The strength of social media

Social Media and Public Relations: Fake Friends and Powerful Publics details social media’s strong impact on public relations and marketing

The strength of social media

Social media has become an important part of life for most of the people -- especially the youth who have become more active citizens and social participants because of social media. It provides them a range of benefits and opportunities like maintaining social connections, expressing opinions, sharing their views and achievements; along with being a medium for interaction, information and knowledge seeking, pastime and entertainment, understanding people and enhancing their support networks. They do so many things on social media because of convenience. Extensive use of social media can impact people’s preferences. They may start liking or disliking specific things. It may lead them to build new opinions and change older ones.

Considering the reach of social media, its higher conversation rate (engagement potential) and the facility of instant feedback, we can say that social media has a strong impact on public relations and marketing as well.

Social Media and Public Relations: Fake Friends and Powerful Publics covers all aspects that allow us to understand how public relations functions in this active world. The book examines the role of public relations by exploring various ways that social media is reshaping its strategies, approaches and tactics. Through social media, PR practitioners can now communicate effective and less costly content easily, faster and to a large audience. It provides detailed information about both: the fake and the authentic, the meaningless and the meaningful, the powerless and the powerful audience.

Motion, Heath, and Leitch have done excellent work in the past. Robert L. Heath is Professor Emeritus at the University of Houston, USA. Dr. Heath is an internationally renowned scholar on public relations. He has published over hundred journal articles and many award-winning books, including The SAGE Handbook of Public Relations (2010). Shirley Leitch is Dean and Professor of Communication at the Australian National University, Australia. She has done tremendous work in communication and has made contributions to many publications as a researcher. Judy Motion is a professor of Communication at the University of New South Wales, Australia. She has written on the power of public relations, public engagement processes, organisational change and branding at great length.

The first strength of the book is the extensive research that has gone into writing it.

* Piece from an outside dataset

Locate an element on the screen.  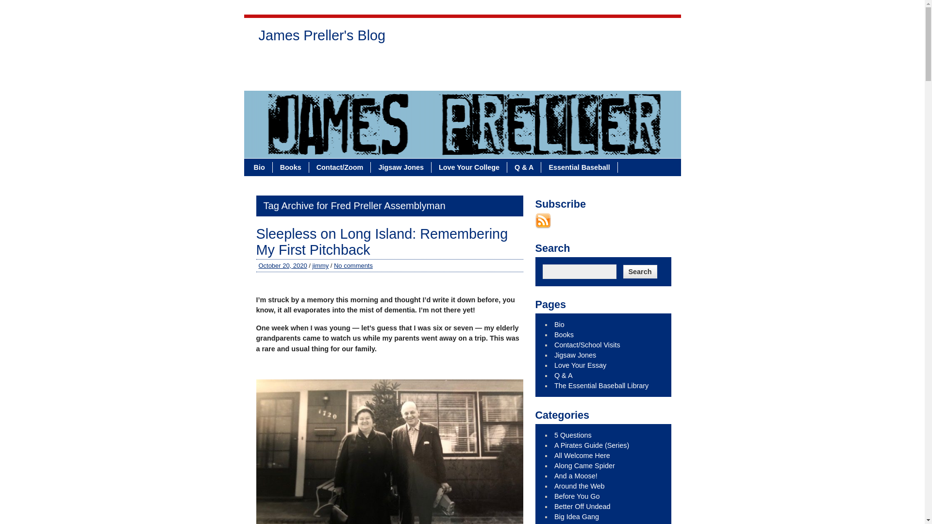
Sleepless on Long Island: Remembering My First Pitchback is located at coordinates (382, 242).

The authors have done a great job in finding and exploring every aspects of the topic over the course of history. They have cited numerous sources, quotations and paragraphs in each chapter of their book to substantiate the arguments effectively and to provide clarity to readers. Social media is developing continuously and usage trends are also changing constantly. Social media itself does not have a long history and managing public relations through social media is also a new concept. Given the fact that the information available on the issue is very limited, writing a book -- researching, understanding and convey all related concepts would have been a challenge.

The second strength is that the book describes not only what to do but what not to do as well. It also seems that the work’s main focus is on preventing PR practitioners from spoiling the image of their organisations because it takes years to develop a good image but a single mistake is sufficient to destroy everything.

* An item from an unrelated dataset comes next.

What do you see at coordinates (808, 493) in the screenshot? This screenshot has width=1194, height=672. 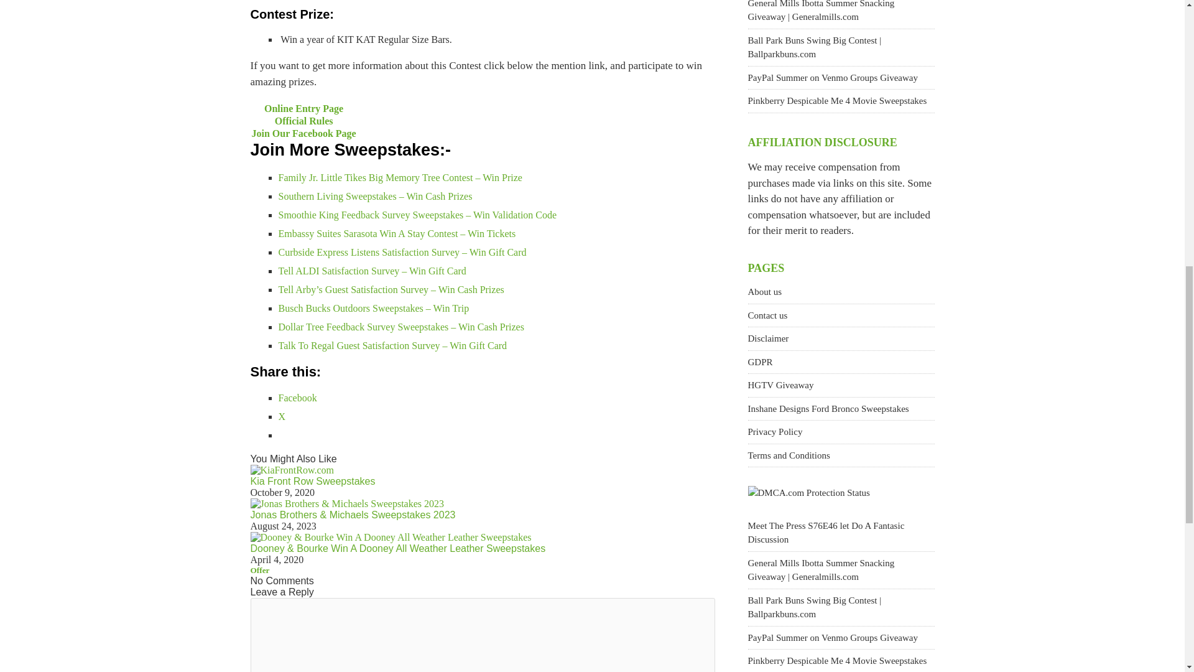 I see `DMCA.com Protection Status` at bounding box center [808, 493].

The book has twelve sections. Each chapter discusses the topic in detail with lot of references. Chapters have been developed intelligently and provide sufficient information about the emerging popularity of social media and also a historical perspective to help understand the basics. All chapters aid readers in developing a multi-dimensional understanding of current issues, limitations, risks, challenges and opportunities as apart from discussing these from the audience’s perspective, the book can also suffice as a guide for PR professionals interested in exploring the potential of this new form of media.

Another strength of the book is the inclusion of case studies and appropriate examples from history. For example, the campaign against oil companies in America and #Likeagirl campaign by "Always" has been reported as the biggest, most successful and powerful campaigns initiated and operated through social media. Writers included PR cases in each chapter where needed to illustrate the growing power of the online world. By explaining different tools of propagation like Facebook, Twitter and Instagram etc., it enables readers to use them efficiently and effectively.

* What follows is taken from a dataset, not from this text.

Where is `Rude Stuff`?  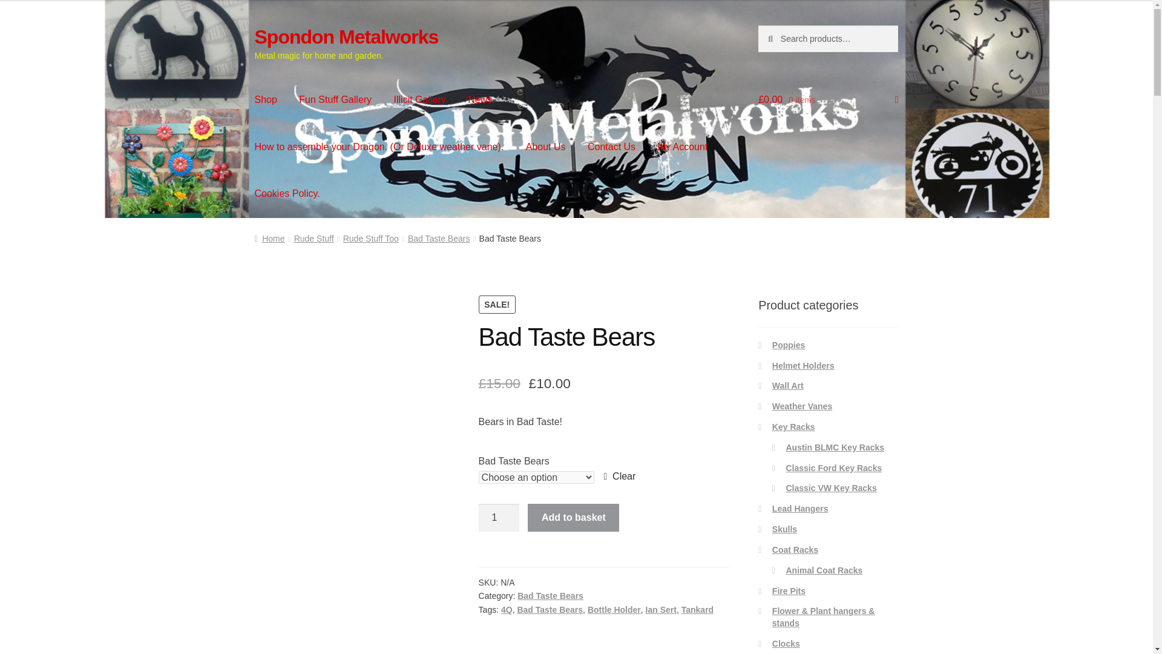 Rude Stuff is located at coordinates (313, 238).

An obvious weakness of the book is the lack of illustrations or pictures. Pictures of real-time examples allow readers to understand things better. Over-citation means that the authors have just compiled previous ideas into a book and do not have new ideas. That is why they have given references at the end of every chapter.

Comparison with other books from the same field is the toughest part for me. Arguably, every book has some unique and different points that make it worth reading. There are no ratings and reviews on the internet at this time because this book is new in the market.

The book mainly focuses on public relations. It does not talk too much about marketing and so there can not be a direct comparison with many of the best books that deal with the same discipline because most of them depict both phenomena -- marketing and public relations.

Overall, the book is well-written and also goes on to define cultural clash, complexities and tensions between the promotional cultures of public relations and participatory cultures of social media very effectively.

I would like to finish my review by quoting a line from the book, "We believe that communication, through the practice of public relations, can make society more fully functioning, and a better place to live. But we also know that swords have two edges and cut both ways."